MID-CITY — On a recent Tuesday afternoon, Clarence Crites sits at a table in a local deli and orders a slice of apple pie from the waiter. After completing his order, Crites picks up a glass of water and takes a sip and afterward twirls the cup and puts it down on the table with a grin on his face.
When asked how he was doing, Crites, who is wearing a dark blue suit and sporting graying hair and a mustache, looks up and flashes a half smile.
"If I get any better, there would be two of me," he said. When asked what he meant, he said it was a play on words and he forced his way into a joke. There is a calmness within the recently-retired and soft-spoken chaplain of the Santa Monica Police Department.
And for 35 years, Crites has maintained that calmness when working with police officers and people in the Santa Monica community under the Chaplaincy Program he founded in the early 1980s.
Crites felt that it was a calling from a higher power prompting him to become a chaplain. In 1979, he moved to Santa Monica after working as a pastor at a church in downtown Los Angeles for four years. Previously, he worked as a school administrator in Florida after graduating from Olivet Nazarene College (now University), but felt compelled to work at a youth ministry in Bakersfield, Calif. He would move to L.A. after receiving a call from a pastor and eventually would be called to be senior pastor in Santa Monica by the district superintendent of the Church of the Nazarene.
Upon moving to Santa Monica, Crites saw the city changing. Crime was on the rise and he started a neighborhood watch program through his church and put the assistant pastor, Wally Johnston, in charge.
At the same time the neighborhood watch ministry was established, a local pastor informed Crites about police officers needing spiritual guidance. It was then that he helped found the Chaplaincy Program with permission from then-police chief James Kean. Assistant pastor Johnston was the police chaplain for two years until moving back to his hometown in Indiana.
After Johnston left, Crites devoted his time to the job full time.
"The idea of being a chaplain was to interact with the officers to help them cope with their issues," said Crites.
As chaplain, Crites has helped officers come to peace with their issues. There were times when he would talk to officers who were injured in the line of duty or injured to the point where they thought they would never return to work. Crites, with his ever-calm demeanor, would do his very best to help them get back on their feet and heal. But one incident greatly affected the chaplain and it was one that didn't involve a cop. It involved a little girl whose parents died in a murder-suicide.

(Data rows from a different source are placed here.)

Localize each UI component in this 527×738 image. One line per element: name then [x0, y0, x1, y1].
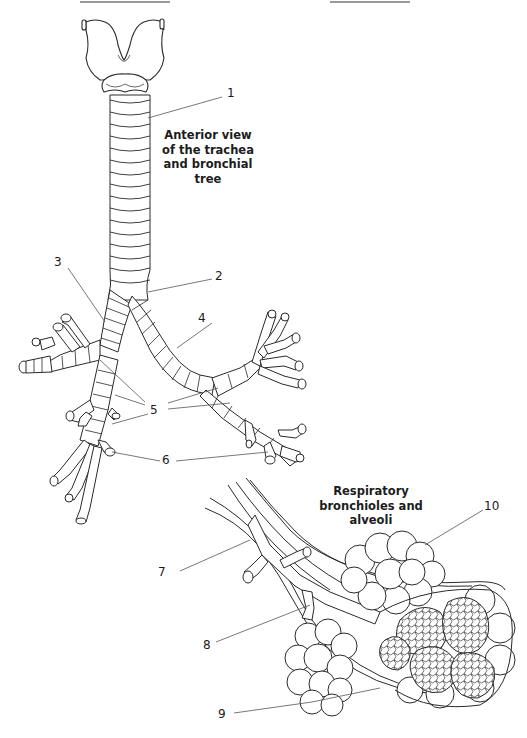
- label-8: 8: [203, 639, 211, 651]
- label-6: 6: [162, 454, 170, 466]
- left-main-bronchus: [128, 296, 306, 466]
- alveolar-sac-upper: [341, 531, 445, 614]
- caption-trachea-line-4: tree: [160, 172, 256, 187]
- leader-6b: [176, 452, 268, 461]
- right-main-bronchus: [19, 290, 132, 524]
- leader-5b: [115, 395, 145, 405]
- leader-4: [177, 323, 212, 348]
- anatomy-diagram: 1 2 3 4 5 6 7 8 9 10 Anterior view of th…: [0, 0, 527, 738]
- caption-trachea-line-1: Anterior view: [160, 128, 256, 143]
- caption-alveoli-line-1: Respiratory: [315, 484, 427, 499]
- trachea: [108, 95, 150, 300]
- label-7: 7: [158, 566, 166, 578]
- label-9: 9: [218, 708, 226, 720]
- alveolar-sac-lower: [285, 619, 357, 716]
- leader-2: [148, 279, 212, 292]
- label-3: 3: [54, 256, 62, 268]
- cropped-text-remnant: [80, 1, 410, 3]
- leader-3: [68, 268, 105, 322]
- caption-alveoli-line-3: alveoli: [315, 513, 427, 528]
- leader-7: [180, 540, 250, 571]
- caption-trachea-line-3: and bronchial: [160, 157, 256, 172]
- caption-trachea: Anterior view of the trachea and bronchi…: [160, 128, 256, 186]
- label-10: 10: [484, 500, 499, 512]
- caption-alveoli: Respiratory bronchioles and alveoli: [315, 484, 427, 528]
- leader-6a: [112, 452, 160, 461]
- label-1: 1: [227, 87, 235, 99]
- label-5: 5: [150, 404, 158, 416]
- caption-trachea-line-2: of the trachea: [160, 143, 256, 158]
- leader-10: [425, 510, 483, 545]
- leader-9: [234, 702, 312, 713]
- leader-1: [148, 97, 222, 118]
- label-2: 2: [215, 270, 223, 282]
- larynx: [82, 19, 164, 92]
- label-4: 4: [198, 312, 206, 324]
- respiratory-illustration: [0, 0, 527, 738]
- caption-alveoli-line-2: bronchioles and: [315, 499, 427, 514]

The chaplain received a call from the watch commander that they brought in a little girl who was in the sixth grade. The girl had run to her neighbors after she witnessed her father shoot and kill her mother. The father reloaded his gun and tried to find the girl, but could not. The father ended up shooting himself.
"My job as chaplain was to tell her that her parents had died," Crites said.
He had learned that the girl and her parents immigrated from Pakistan to the United States. As Crites told the victim the horrible news, she told him that she did not want to grow up an orphan.
"That, to me, was the most heart-wrenching moment I've had while working in the chaplain ministry," he said.
In addition, along with the emotion and the hardship that Crites had seen through the people he helped, being the police chaplain was often a busy job. He was the sole chaplain counseling police workers and people of the community. It was then that he was responsible for expanding the chaplaincy to include ministries of other faiths and religions.
In an e-mail, Santa Monica Department Police Chief Jacqueline Seabrooks wrote that the "Chaplain Program is one of several options we have for addressing our community's need and desire for guidance and comfort, particularly during difficult times." The chief also commented that Crites has "unselfishly volunteered his time in service of this community and our police department" and that "his quiet professionalism, dedicated service, and humbleness are testaments to his faith."